Taipei – Retro Blogging May 19, 1998

Tuesday was a relaxed day, with no specific itinerary. When I awoke, the fever was gone, for which I was very grateful.

We went around Taipei by bus to various stores and restaurants. I picked up a Mah Jong game set at a Mah Jong store. At the distinctive Eslite Bookseller I purchased a book on Mah Jong, including instructions (in English), some Chinese/English dictionaries and a couple of gifts.

The Eslite Bookseller is an interesting bookstore, similar to Borders or Barnes & Noble back home. It contains a large selection of books in Chinese, English and Japanese, plus a coffee and gift shop. Eslite, unlike the other cramped and utilitarian bookstores in Taiwan, was open and distinctive – a considerable departure from the others.

I was very disappointed though, I could find no Japanese Ultraman books, but often saw an Ultraman sticker on the front of scooters. The sticker was a great pose of Ultraman firing his beam weapon forward – appropriate indeed for the traffic conditions of Taipei!

I had seen several Kentucky Fried Chicken shops in Taipei and decided I needed good old-fashioned fried chicken for lunch. Instead of KFC, Chu-wan took me to TKK International Fried Chicken.

She said, “It’s like Kentucky Fried Chicken, only better.”

Well, her definition of “better” turns out to be fried chicken without batter, but it was pretty good nonetheless!

The French Fries were another story. They were made from sweet potatoes. Yams. Yuck. I suspect the expression on my face was somewhere between comical and horrific as I chomped into that first “french fry”.

Dinner was at Sizzler.

I loved their little picture menus that made it easy for the illiterate foreign traveler to order a meal. I just pointed at the picture on the menu of what I wanted, in this case, the Sizzler Sirloin Steak, and they responded by telling me (through my companion interpreter, of course), “Sorry, we don’t sell sirloin steaks anymore.”

Well, a ribeye steak and the salad bar made a good dinner anyway. One odd thing was that the steak tasted… different. It wasn’t bad, just… different. It was as if the very cow itself had a different underlying genetic structure.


- WORK REQUIRED
Of the lines listed below, return exactly those that run from the line containing "list every element" through the line containing "Output each element", both included.

- MATERIAL FOR THIS TASK
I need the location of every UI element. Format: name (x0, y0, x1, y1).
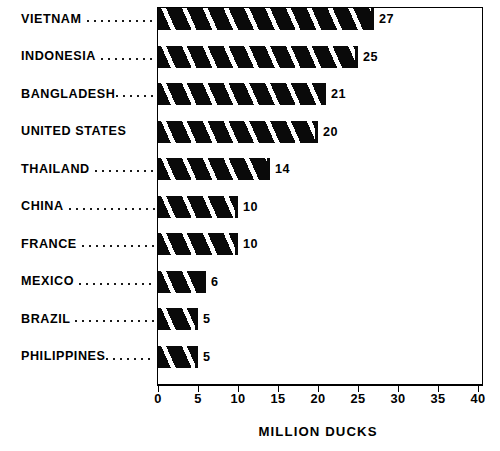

...

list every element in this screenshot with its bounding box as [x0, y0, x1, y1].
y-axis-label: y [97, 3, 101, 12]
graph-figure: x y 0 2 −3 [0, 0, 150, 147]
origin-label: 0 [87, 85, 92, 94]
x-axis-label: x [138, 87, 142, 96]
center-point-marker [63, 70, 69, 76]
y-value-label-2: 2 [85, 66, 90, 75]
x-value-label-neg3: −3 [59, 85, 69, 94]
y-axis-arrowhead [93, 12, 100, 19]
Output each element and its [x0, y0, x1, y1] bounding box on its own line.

- WRITTEN ANSWER
list every element in this screenshot with its bounding box as [x0, y0, x1, y1].
y-axis-label: y [97, 3, 101, 12]
graph-figure: x y 0 2 −3 [0, 0, 150, 147]
origin-label: 0 [87, 85, 92, 94]
x-axis-label: x [138, 87, 142, 96]
center-point-marker [63, 70, 69, 76]
y-value-label-2: 2 [85, 66, 90, 75]
x-value-label-neg3: −3 [59, 85, 69, 94]
y-axis-arrowhead [93, 12, 100, 19]
Output each element and its [x0, y0, x1, y1] bounding box on its own line.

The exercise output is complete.